Richly textured and versatile text characterizes real numbers as a complete, ordered field. Rigorous development of the calculus, plus thorough treatment of basic topics of limits and inequalities. 1968 edition.
Through exploring the public depiction of Judge Robert Bork and Professor Lani Guinier, Your Past and the Press! elucidates how interest groups and the media influence the confirmation process for top-level government appointees. Illuminating the sequence of events characterized by the derailment of Bork and Guinier, author Joseph Michael Green details the activities surrounding the entire nomination process, from the announcement of a nominee to his/her ultimate defeat. Until recently, the vast majority of studies performed on the appointment process focused solely on the roles of the United States Senate and the nominee during confirmation hearings. This research fills a serious gap in political science literature by focusing on the impact of interest groups and media activity upon presidential decision-making.
Survival analysis arises in many fields of study including medicine, biology, engineering, public health, epidemiology, and economics. This book provides a comprehensive treatment of Bayesian survival analysis. It presents a balance between theory and applications, and for each class of models discussed, detailed examples and analyses from case studies are presented whenever possible. The applications are all from the health sciences, including cancer, AIDS, and the environment.

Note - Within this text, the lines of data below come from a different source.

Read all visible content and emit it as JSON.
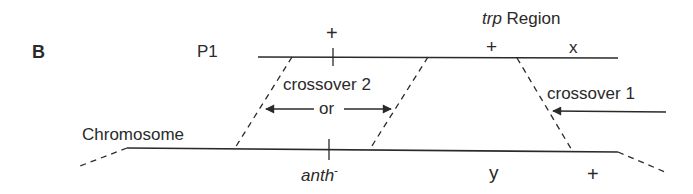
{
  "panel_label": "B",
  "top_strand": {
    "name": "P1",
    "markers": [
      {
        "label": "+",
        "position": "left-tick"
      },
      {
        "label": "+",
        "position": "trp-left"
      },
      {
        "label": "x",
        "position": "trp-right"
      }
    ]
  },
  "region_label": {
    "italic": "trp",
    "text": " Region"
  },
  "bottom_strand": {
    "name": "Chromosome",
    "markers": [
      {
        "label": "anth",
        "superscript": "-",
        "italic": true
      },
      {
        "label": "y"
      },
      {
        "label": "+"
      }
    ]
  },
  "crossovers": [
    {
      "label": "crossover 2",
      "connector": "or"
    },
    {
      "label": "crossover 1"
    }
  ],
  "colors": {
    "ink": "#2a2a2a",
    "background": "#ffffff"
  }
}
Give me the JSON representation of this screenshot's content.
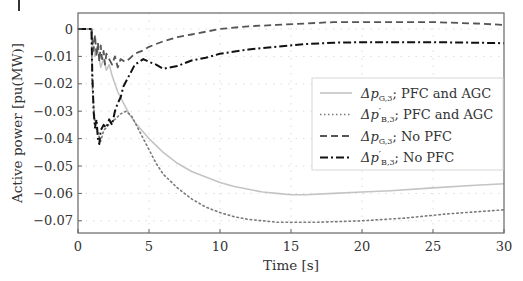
{
  "chart_data": {
    "type": "line",
    "title": "",
    "xlabel": "Time [s]",
    "ylabel": "Active power [pu(MW)]",
    "xlim": [
      0,
      30
    ],
    "ylim": [
      -0.075,
      0.005
    ],
    "xticks": [
      0,
      5,
      10,
      15,
      20,
      25,
      30
    ],
    "xtick_labels": [
      "0",
      "5",
      "10",
      "15",
      "20",
      "25",
      "30"
    ],
    "yticks": [
      0,
      -0.01,
      -0.02,
      -0.03,
      -0.04,
      -0.05,
      -0.06,
      -0.07
    ],
    "ytick_labels": [
      "0",
      "−0.01",
      "−0.02",
      "−0.03",
      "−0.04",
      "−0.05",
      "−0.06",
      "−0.07"
    ],
    "grid": true,
    "legend_position": "center right",
    "series": [
      {
        "name": "Δp_G,3; PFC and AGC",
        "legend_main": "Δp",
        "legend_sub": "G,3",
        "legend_prime": "",
        "legend_suffix": "; PFC and AGC",
        "style": "solid",
        "color": "#c4c4c4",
        "width": 1.6,
        "x": [
          0,
          0.95,
          1.0,
          1.2,
          1.4,
          1.6,
          1.8,
          2.0,
          2.2,
          2.4,
          2.6,
          2.8,
          3.0,
          3.3,
          3.6,
          4.0,
          4.5,
          5.0,
          6.0,
          7.0,
          8.0,
          9.0,
          10.0,
          11.0,
          12.0,
          13.0,
          14.0,
          15.0,
          16.0,
          18.0,
          20.0,
          22.0,
          25.0,
          28.0,
          30.0
        ],
        "y": [
          0,
          0,
          -0.005,
          -0.01,
          -0.008,
          -0.014,
          -0.011,
          -0.015,
          -0.013,
          -0.017,
          -0.02,
          -0.023,
          -0.025,
          -0.028,
          -0.031,
          -0.034,
          -0.037,
          -0.04,
          -0.045,
          -0.049,
          -0.052,
          -0.054,
          -0.056,
          -0.0575,
          -0.0585,
          -0.0595,
          -0.06,
          -0.0605,
          -0.0605,
          -0.06,
          -0.0595,
          -0.059,
          -0.058,
          -0.057,
          -0.0565
        ]
      },
      {
        "name": "Δp'_B,3; PFC and AGC",
        "legend_main": "Δp",
        "legend_sub": "B,3",
        "legend_prime": "′",
        "legend_suffix": "; PFC and AGC",
        "style": "dotted",
        "color": "#7a7a7a",
        "width": 1.6,
        "x": [
          0,
          0.95,
          1.0,
          1.2,
          1.4,
          1.6,
          1.8,
          2.0,
          2.3,
          2.6,
          3.0,
          3.4,
          3.8,
          4.2,
          4.6,
          5.0,
          5.5,
          6.0,
          7.0,
          8.0,
          9.0,
          10.0,
          11.0,
          12.0,
          13.0,
          14.0,
          15.0,
          17.0,
          20.0,
          23.0,
          26.0,
          30.0
        ],
        "y": [
          0,
          0,
          -0.02,
          -0.035,
          -0.038,
          -0.041,
          -0.037,
          -0.036,
          -0.034,
          -0.033,
          -0.031,
          -0.03,
          -0.032,
          -0.036,
          -0.04,
          -0.044,
          -0.049,
          -0.053,
          -0.058,
          -0.062,
          -0.065,
          -0.067,
          -0.0685,
          -0.0695,
          -0.07,
          -0.0705,
          -0.0705,
          -0.0705,
          -0.07,
          -0.069,
          -0.0675,
          -0.066
        ]
      },
      {
        "name": "Δp_G,3; No PFC",
        "legend_main": "Δp",
        "legend_sub": "G,3",
        "legend_prime": "",
        "legend_suffix": "; No PFC",
        "style": "dashed",
        "color": "#555555",
        "width": 1.8,
        "x": [
          0,
          0.95,
          1.0,
          1.1,
          1.2,
          1.3,
          1.4,
          1.5,
          1.6,
          1.7,
          1.8,
          1.9,
          2.0,
          2.2,
          2.4,
          2.6,
          2.8,
          3.0,
          3.3,
          3.6,
          4.0,
          4.5,
          5.0,
          6.0,
          7.0,
          8.0,
          9.0,
          10.0,
          12.0,
          14.0,
          16.0,
          18.0,
          20.0,
          22.0,
          25.0,
          28.0,
          30.0
        ],
        "y": [
          0,
          0,
          -0.003,
          -0.008,
          -0.002,
          -0.01,
          -0.005,
          -0.012,
          -0.006,
          -0.011,
          -0.008,
          -0.013,
          -0.009,
          -0.011,
          -0.013,
          -0.01,
          -0.014,
          -0.011,
          -0.012,
          -0.011,
          -0.009,
          -0.008,
          -0.0065,
          -0.0045,
          -0.003,
          -0.002,
          -0.001,
          0.0,
          0.001,
          0.0015,
          0.002,
          0.0025,
          0.0025,
          0.0025,
          0.0025,
          0.002,
          0.0015
        ]
      },
      {
        "name": "Δp'_B,3; No PFC",
        "legend_main": "Δp",
        "legend_sub": "B,3",
        "legend_prime": "′",
        "legend_suffix": "; No PFC",
        "style": "dashdot",
        "color": "#111111",
        "width": 2.0,
        "x": [
          0,
          0.95,
          1.0,
          1.1,
          1.2,
          1.3,
          1.4,
          1.5,
          1.6,
          1.8,
          2.0,
          2.2,
          2.4,
          2.6,
          2.8,
          3.0,
          3.2,
          3.5,
          3.8,
          4.0,
          4.3,
          4.6,
          5.0,
          5.5,
          6.0,
          7.0,
          8.0,
          9.0,
          10.0,
          12.0,
          14.0,
          16.0,
          18.0,
          20.0,
          22.0,
          25.0,
          28.0,
          30.0
        ],
        "y": [
          0,
          0,
          -0.015,
          -0.03,
          -0.036,
          -0.033,
          -0.04,
          -0.042,
          -0.037,
          -0.035,
          -0.036,
          -0.033,
          -0.035,
          -0.03,
          -0.027,
          -0.025,
          -0.021,
          -0.018,
          -0.015,
          -0.013,
          -0.012,
          -0.011,
          -0.012,
          -0.013,
          -0.0145,
          -0.0135,
          -0.0115,
          -0.0105,
          -0.009,
          -0.0075,
          -0.0065,
          -0.0055,
          -0.005,
          -0.0048,
          -0.0048,
          -0.0048,
          -0.005,
          -0.0052
        ]
      }
    ]
  }
}
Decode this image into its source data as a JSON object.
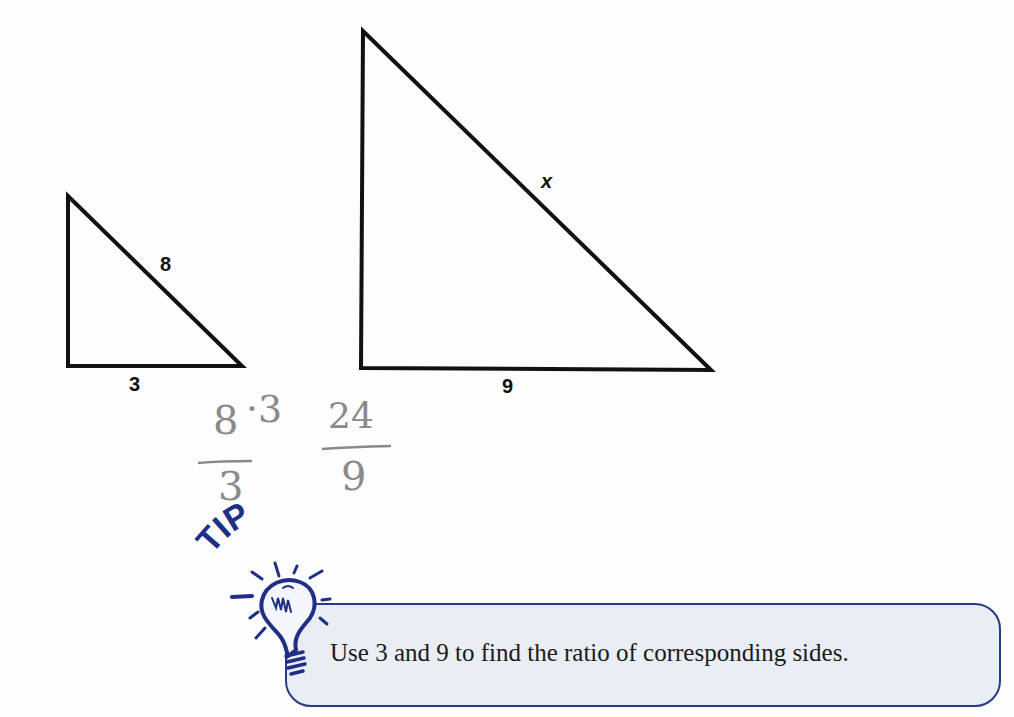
{
  "diagram": {
    "small_triangle": {
      "side_labels": {
        "hypotenuse": "8",
        "base": "3"
      }
    },
    "large_triangle": {
      "side_labels": {
        "hypotenuse": "x",
        "base": "9"
      }
    },
    "handwritten_work": {
      "numerator_left": "8",
      "multiplier": "·3",
      "denominator_left": "3",
      "numerator_right": "24",
      "denominator_right": "9"
    },
    "tip": {
      "badge": "TIP",
      "text": "Use 3 and 9 to find the ratio of corresponding sides."
    },
    "colors": {
      "outline": "#111111",
      "tip_navy": "#2b3a86",
      "tip_fill": "#e9edf4",
      "pencil": "#8a8a8a"
    }
  }
}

In this book, the author Joseph G. Sinkovics liberally shares his views on the cancer cell which he has been observing in vivo and in vitro, over a life time. Readers will learn how, as an inherent faculty of the RNA/DNA complex, the primordial cell survival pathways are endogenously reactivated in an amplified or constitutive manner in the multicellular host, and are either masquerading as self-elements or as placentas, to which the multicellular host is evolutionarily trained to extend full support. The host obliges. The author explains that there is no such evidence that “malignantly transformed” human cells survive in nature. However, when cared for in the laboratory, these cells live and replicate as immortalized cultures. These cells retain their vitality upon storage in liquid nitrogen. One can only imagine an astrophysical environment in which such cells could survive; perhaps, first their seemingly humble exosomes would populate that environment. Immortal cell populations so created may survive as individuals, or may even re-organize themselves into multicellular colonies, as representatives of life for the duration of the Universe. This thought-provoking book is the work of a disciplined investigator and clinician with an impeccable reputation, and he enters a territory that very few if any before him have approached from the same angles. It will appeal to researchers with an interest in cell survival pathways and those researching cancer cells.

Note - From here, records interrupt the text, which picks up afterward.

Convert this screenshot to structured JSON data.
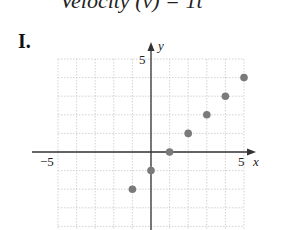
{
  "header": {
    "partial_text": "Velocity (v) = 1t"
  },
  "figure_label": "I.",
  "chart_data": {
    "type": "scatter",
    "title": "",
    "xlabel": "x",
    "ylabel": "y",
    "xlim": [
      -5,
      5
    ],
    "ylim": [
      -4,
      5
    ],
    "x_tick_labels": [
      "-5",
      "5"
    ],
    "y_tick_labels": [
      "5"
    ],
    "grid": true,
    "series": [
      {
        "name": "points",
        "color": "#7a7a7a",
        "x": [
          -1,
          0,
          1,
          2,
          3,
          4,
          5
        ],
        "y": [
          -2,
          -1,
          0,
          1,
          2,
          3,
          4
        ]
      }
    ]
  },
  "labels": {
    "x_min": "−5",
    "x_max": "5",
    "y_max": "5",
    "x_axis": "x",
    "y_axis": "y"
  }
}
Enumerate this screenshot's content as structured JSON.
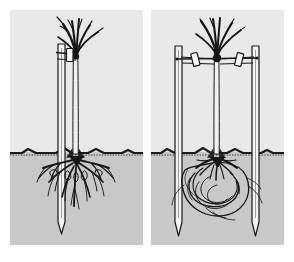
{
  "figure": {
    "type": "botanical-line-illustration",
    "background_color": "#ffffff",
    "panel_count": 2,
    "caption": ""
  },
  "palette": {
    "page_background": "#ffffff",
    "sky_background": "#e9e9e9",
    "soil_background": "#c9c9c9",
    "ink": "#151515",
    "ink_soft": "#2b2b2b",
    "stake_fill": "#f2f2f2",
    "stake_outline": "#1a1a1a",
    "ground_line": "#1a1a1a"
  },
  "geometry": {
    "panel_width": 133,
    "panel_height": 235,
    "ground_y": 142,
    "trunk_x": 66
  },
  "panels": [
    {
      "id": "panel-left",
      "label": "Single stake with bare-root tree",
      "above_ground": {
        "tree": {
          "label": "young deciduous tree",
          "trunk": "single straight leader",
          "branch_count": 6,
          "crown_spread": "narrow upright"
        },
        "stake": {
          "label": "single vertical stake",
          "count": 1,
          "position": "left of trunk",
          "tie_count": 1,
          "tie_label": "buckle tie with spacer"
        }
      },
      "below_ground": {
        "root_system": {
          "label": "bare-root fibrous root system",
          "type": "fibrous",
          "spread": "wide radiating",
          "depth": "shallow to medium"
        },
        "stake_tip": "pointed stake driven below root zone"
      }
    },
    {
      "id": "panel-right",
      "label": "Double stake with root-balled tree",
      "above_ground": {
        "tree": {
          "label": "young deciduous tree",
          "trunk": "single straight leader",
          "branch_count": 6,
          "crown_spread": "narrow upright"
        },
        "stake": {
          "label": "pair of vertical stakes with crossbar",
          "count": 2,
          "position": "either side of trunk",
          "tie_count": 2,
          "tie_label": "buckle ties with spacers",
          "crossbar": "horizontal rail between stakes"
        }
      },
      "below_ground": {
        "root_system": {
          "label": "container root ball with circling roots",
          "type": "girdling / circling",
          "spread": "confined to root ball",
          "depth": "shallow pan"
        },
        "stake_tip": "pointed stakes driven outside the root ball"
      }
    }
  ]
}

Generalized quadrangles (GQ) were formally introduced by J. Tits in 1959 to describe geometric properties of simple groups of Lie type of rank 2. The first edition of Finite Generalized Quadrangles (FGQ) quickly became the standard reference for finite GQ. The second edition is essentially a reprint of the first edition. It is a careful rendering into LaTeX of the original, along with an appendix that brings to the attention of the reader those major new results pertaining to GQ, especially in those areas where the authors of this work have made a contribution. The first edition has been out of print for many years. The new edition makes available again this classical reference in the rapidly increasing field of finite geometries.
Robert Hartshorne's book, Residues and Duality (1966, Springer-Verlag), introduced the notion of residual complexes and developed a duality theory (Grothendieck duality) on the category of maps of noetherian schemes. The three articles in this volume constitute a reworking of the main parts of the corresponding chapters in Hartshorne's 1966 book in greater generality using a somewhat different approach. In particular, throughout this volume, the authors work with arbitrary (quasi-coherent, torsion) Cousin complexes on formal schemes, not only with residual complexes on ordinary schemes. Additionally, their motivation is to help readers gain a better understanding of the relation between local properties of residues and global properties of the dualizing pseudofunctor. The book is suitable for graduate students and researchers working in algebraic geometry.

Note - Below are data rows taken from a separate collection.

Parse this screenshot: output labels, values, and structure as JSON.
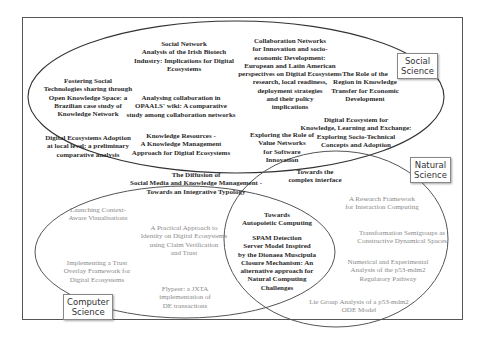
{
  "diagram": {
    "type": "venn",
    "sets": [
      {
        "id": "social",
        "label": "Social Science"
      },
      {
        "id": "natural",
        "label": "Natural Science"
      },
      {
        "id": "computer",
        "label": "Computer Science"
      }
    ],
    "social_only": [
      "Social Network Analysis of the Irish Biotech Industry: Implications for Digital Ecosystems",
      "Collaboration Networks for Innovation and socio-economic Development: European and Latin American perspectives on Digital Ecosystems research, local readiness, deployment strategies and their policy implications",
      "Fostering Social Technologies sharing through Open Knowledge Space: a Brazilian case study of Knowledge Network",
      "Analysing collaboration in OPAALS' wiki: A comparative study among collaboration networks",
      "The Role of the Region in Knowledge Transfer for Economic Development",
      "Digital Ecosystem for Knowledge, Learning and Exchange: Exploring Socio-Technical Concepts and Adoption",
      "Digital Ecosystems Adoption at local level: a preliminary comparative analysis",
      "Knowledge Resources - A Knowledge Management Approach for Digital Ecosystems",
      "Exploring the Role of Value Networks for Software Innovation"
    ],
    "social_computer": [
      "The Diffusion of Social Media and Knowledge Management - Towards an Integrative Typology"
    ],
    "social_natural": [
      "Towards the complex interface"
    ],
    "computer_natural": [
      "Towards Autopoietic Computing",
      "SPAM Detection Server Model Inspired by the Dionaea Muscipula Closure Mechanism: An alternative approach for Natural Computing Challenges"
    ],
    "computer_only": [
      "Launching Context-Aware Visualisations",
      "A Practical Approach to Identity on Digital Ecosystems using Claim Verification and Trust",
      "Implementing a Trust Overlay Framework for Digital Ecosystems",
      "Flypeer: a JXTA implementation of DE transactions"
    ],
    "natural_only": [
      "A Research Framework for Interaction Computing",
      "Transformation Semigroups as Constructive Dynamical Spaces",
      "Numerical and Experimental Analysis of the p53-mdm2 Regulatory Pathway",
      "Lie Group Analysis of a p53-mdm2 ODE Model"
    ]
  },
  "labels": {
    "social": [
      "Social",
      "Science"
    ],
    "natural": [
      "Natural",
      "Science"
    ],
    "computer": [
      "Computer",
      "Science"
    ]
  },
  "texts": {
    "sna": [
      "Social Network",
      "Analysis of the Irish Biotech",
      "Industry: Implications for Digital",
      "Ecosystems"
    ],
    "collab": [
      "Collaboration Networks",
      "for Innovation and socio-",
      "economic Development:",
      "European and Latin American",
      "perspectives on Digital Ecosystems",
      "research, local readiness,",
      "deployment strategies",
      "and their policy",
      "implications"
    ],
    "fostering": [
      "Fostering Social",
      "Technologies sharing through",
      "Open Knowledge Space: a",
      "Brazilian case study of",
      "Knowledge Network"
    ],
    "opaals": [
      "Analysing collaboration in",
      "OPAALS' wiki: A comparative",
      "study among collaboration networks"
    ],
    "region": [
      "The Role of the",
      "Region in Knowledge",
      "Transfer for Economic",
      "Development"
    ],
    "declex": [
      "Digital Ecosystem for",
      "Knowledge, Learning and Exchange:",
      "Exploring Socio-Technical",
      "Concepts and Adoption"
    ],
    "adoption": [
      "Digital Ecosystems Adoption",
      "at local level: a preliminary",
      "comparative analysis"
    ],
    "kres": [
      "Knowledge Resources -",
      "A Knowledge Management",
      "Approach for Digital Ecosystems"
    ],
    "value": [
      "Exploring the Role of",
      "Value Networks",
      "for Software",
      "Innovation"
    ],
    "diffusion": [
      "The Diffusion of",
      "Social Media and Knowledge Management -",
      "Towards an Integrative Typology"
    ],
    "complex": [
      "Towards the",
      "complex interface"
    ],
    "launch": [
      "Launching Context-",
      "Aware Visualisations"
    ],
    "identity": [
      "A Practical Approach to",
      "Identity on Digital Ecosystems",
      "using Claim Verification",
      "and Trust"
    ],
    "trust": [
      "Implementing a Trust",
      "Overlay Framework for",
      "Digital Ecosystems"
    ],
    "flypeer": [
      "Flypeer: a JXTA",
      "implementation of",
      "DE transactions"
    ],
    "autopoietic": [
      "Towards",
      "Autopoietic Computing"
    ],
    "spam": [
      "SPAM Detection",
      "Server Model Inspired",
      "by the Dionaea Muscipula",
      "Closure Mechanism: An",
      "alternative approach for",
      "Natural Computing",
      "Challenges"
    ],
    "research": [
      "A Research Framework",
      "for Interaction Computing"
    ],
    "semigroups": [
      "Transformation Semigroups as",
      "Constructive Dynamical Spaces"
    ],
    "numerical": [
      "Numerical and Experimental",
      "Analysis of the p53-mdm2",
      "Regulatory Pathway"
    ],
    "lie": [
      "Lie Group Analysis of a p53-mdm2",
      "ODE Model"
    ]
  }
}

Revised and updated, the second edition includes several new chapters with projects and applications. The authors keep pace with the ever-growing and rapidly expanding field of robotics. The new edition reflects technological developments and includes programs and activities for robot enthusiasts. Using photographs, illustrations, and informative t
Classroom tested in the authors' teaching of courses on Congress and the presidency, the case studies in Confrontation and Compromise offer students an engaging and informative look at the critical role that leadership plays in achieving legislative success."--BOOK JACKET.
In a distant future, Trevor "Lex" Alexander was shaping up to be the next great race pilot until a fixed race got him banned from the sport. Reduced to making freelance deliveries, he thinks his life can't get any worse. That's when a package manages to get him mixed up with mobsters, a megacorp, and a mad scientist. Now his life depends on learning what their plans are, and how he can stop them.
Concise treatment covers basics of Fuchsian groups, development of Poincaré series and automorphic forms, and the connection between theory of Riemann surfaces with theories of automorphic forms and discontinuous groups. 1966 edition.
Thank you for visiting our website. Would you like to provide feedback on how we could improve your experience?